Popular taste is often cultivated and pruned in New York City. The city ostensibly excretes popular culture into the atmosphere on a regular basis and the rest of the nation invariably adjusts to what Manhattanites inform them is cool.
Many of the television shows and movies you watch are filmed in Manhattan. Many of the newspapers and magazines you read operate out of Manhattan. Actors and rock stars often either live, work or party in Manhattan.
Even the current U.S. financial crisis, the fiscal calamity on Wall Street that has the potential to malign the American economic system, is happening in Manhattan.
But if you thrive on the notion that you’re above what big city advertising and marketing executives try to sell you everyday, that you’re some how immune to popular culture and the widelyheld perceptions of what is cool — especially if you’re an emerging Rock phenomenon — Manhattan can be as difficult as trans fat to digest.
For TV on the Radio, the New York-based Punk Jazz Rock fusion quintet, gathering steam in such a city creates a problem, especially when you live in one of its boroughs. The band has been creating a steady but low buzz since their debut album OK Calculator in 2002, and while they have been on an upward trajectory since, they’ve operated generally below the radar.
However, 2006’s Return to Cookie Mountain garnered a staggering amount of positive reviews, ranking fourth best album of the year in Rolling Stone, second best on Pitchfork Media’s Top 50 Albums of the Year and it was named Spin magazine’s Album of the Year.
“It’s really weird, but it’s more surreal than weird,” drummer Jaleel Bunton says of TVOTR’s newly-found fame. “It’s really great to start playing bigger venues and to have some validation as an artist. That’s a great feeling and it’s something that all of us spent most of our lives going without.”
Many factors contribute to Bunton’s fame-based surprise, one of them being that neither he nor his bandmates have any formal musical training.
“Nobody went to (music) school,” Bunton says laughing. “No one has had any kind of formal instruction. When you see us play live, that’s pretty obvious.”
In September of this year when their latest effort Dear Science hit the shelves, expectations were running high for TVOTR to make an album to rival Return to Cookie Mountain. And by all accounts, this album could be poised to make them superstars.
The first track on Dear Science, “Halfway Home,” paves the way for a holistic and remarkable sonic experience and could couple triumphantly with the getaway sequence of any action film. The track begins with the maniacal hammering of a singular energetic note, followed immediately by a Joey Ramone-esque sequence of doo-wops and scatting. When the vocals finally chime in, they bleed softly into blankets of richly contrasting instruments. The bed of sounds seems delicately discordant until the chorus breaks up the chaos: “Is it not me?/Am I not folded by your touch?”
While pleased with the adulation TVOTR is receiving, Bunton does maintain a host of other emotions about success. “It’s a great new experience to kind of embrace the praise for the things that we do, but it makes us a little distrustful,” he says. “It’s kind of hard to just accept when you’ve prepared yourself to have a career and a life without any kind of validation.”
TVOTR’s work has become increasingly more visible. Their songs have been used on the soundtracks of several major network television shows and they’ve done every major music festival and talk show. Lead singer Tunde Adebimpe will even appear with Anne Hathaway in the film Rachel Getting Married due out later this year.
But what celebrity giveth, the city taketh away. Popular taste is arguably decided in the city, but ironically when it leaves the quarantine of the five boroughs and tries to flourish outside its confines, that’s usually when the architects of pop-culture turn on it, branding it cliché or common.
The city could turn on them if they become overexposed and commercial, and a certain amount of interest will diminish, making them more of a commodity and less like artists. Or TVOTR may just be conducting a social experiment by being quietly famous and keeping a low profile, the veritable antithesis of celebrity.
“The most bizarre thing is that so little has really changed,” Bunton says. “Our profile has kinda gotten bigger and the venues have got bigger and we have lot more media exposure now. But I’m still gonna be riding my bike around Brooklyn.”
“It doesn’t feel like we’re living a different life at all,” he says.
And maybe they’ll never have to.
TV ON THE RADIO plays Bogart’s Saturday with The Dirtbombs.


- _Task instructions_:
The lines to reproduce run from the one containing "Describe the element" through the final line of the entries; write them out exactly and add nothing.

____

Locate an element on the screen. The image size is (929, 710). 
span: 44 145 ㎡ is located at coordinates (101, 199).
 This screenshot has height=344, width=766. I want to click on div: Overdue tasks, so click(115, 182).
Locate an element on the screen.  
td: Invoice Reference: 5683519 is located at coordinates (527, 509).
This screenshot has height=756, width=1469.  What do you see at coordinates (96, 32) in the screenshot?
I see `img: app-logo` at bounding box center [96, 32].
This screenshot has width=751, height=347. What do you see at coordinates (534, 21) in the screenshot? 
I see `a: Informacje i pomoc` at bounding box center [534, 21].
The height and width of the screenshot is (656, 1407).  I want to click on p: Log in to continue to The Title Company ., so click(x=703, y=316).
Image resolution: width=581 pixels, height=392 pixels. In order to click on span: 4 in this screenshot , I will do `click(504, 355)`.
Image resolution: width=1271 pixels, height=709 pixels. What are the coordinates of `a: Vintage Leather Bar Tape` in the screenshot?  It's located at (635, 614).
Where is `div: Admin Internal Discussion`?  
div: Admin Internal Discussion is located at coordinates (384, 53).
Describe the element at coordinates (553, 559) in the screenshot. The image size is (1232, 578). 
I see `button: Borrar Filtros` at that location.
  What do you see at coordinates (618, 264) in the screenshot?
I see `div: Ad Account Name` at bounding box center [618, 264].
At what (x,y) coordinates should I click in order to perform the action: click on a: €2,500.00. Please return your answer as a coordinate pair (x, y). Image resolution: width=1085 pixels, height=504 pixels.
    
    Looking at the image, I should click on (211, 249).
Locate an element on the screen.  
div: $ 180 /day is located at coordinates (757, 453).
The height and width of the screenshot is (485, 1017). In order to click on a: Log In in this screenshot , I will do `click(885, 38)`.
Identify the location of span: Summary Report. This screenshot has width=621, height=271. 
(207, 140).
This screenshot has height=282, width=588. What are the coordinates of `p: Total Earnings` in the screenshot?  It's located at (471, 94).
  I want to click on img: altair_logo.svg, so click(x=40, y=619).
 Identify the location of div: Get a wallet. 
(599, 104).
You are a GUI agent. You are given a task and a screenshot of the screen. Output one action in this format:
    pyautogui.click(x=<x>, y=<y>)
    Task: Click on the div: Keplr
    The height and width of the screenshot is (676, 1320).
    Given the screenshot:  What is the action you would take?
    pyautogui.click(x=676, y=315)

____

- _Task answer_:
Describe the element at coordinates (553, 559) in the screenshot. The image size is (1232, 578). 
I see `button: Borrar Filtros` at that location.
  What do you see at coordinates (618, 264) in the screenshot?
I see `div: Ad Account Name` at bounding box center [618, 264].
At what (x,y) coordinates should I click in order to perform the action: click on a: €2,500.00. Please return your answer as a coordinate pair (x, y). Image resolution: width=1085 pixels, height=504 pixels.
    
    Looking at the image, I should click on (211, 249).
Locate an element on the screen.  
div: $ 180 /day is located at coordinates (757, 453).
The height and width of the screenshot is (485, 1017). In order to click on a: Log In in this screenshot , I will do `click(885, 38)`.
Identify the location of span: Summary Report. This screenshot has width=621, height=271. 
(207, 140).
This screenshot has height=282, width=588. What are the coordinates of `p: Total Earnings` in the screenshot?  It's located at (471, 94).
  I want to click on img: altair_logo.svg, so click(x=40, y=619).
 Identify the location of div: Get a wallet. 
(599, 104).
You are a GUI agent. You are given a task and a screenshot of the screen. Output one action in this format:
    pyautogui.click(x=<x>, y=<y>)
    Task: Click on the div: Keplr
    The height and width of the screenshot is (676, 1320).
    Given the screenshot:  What is the action you would take?
    pyautogui.click(x=676, y=315)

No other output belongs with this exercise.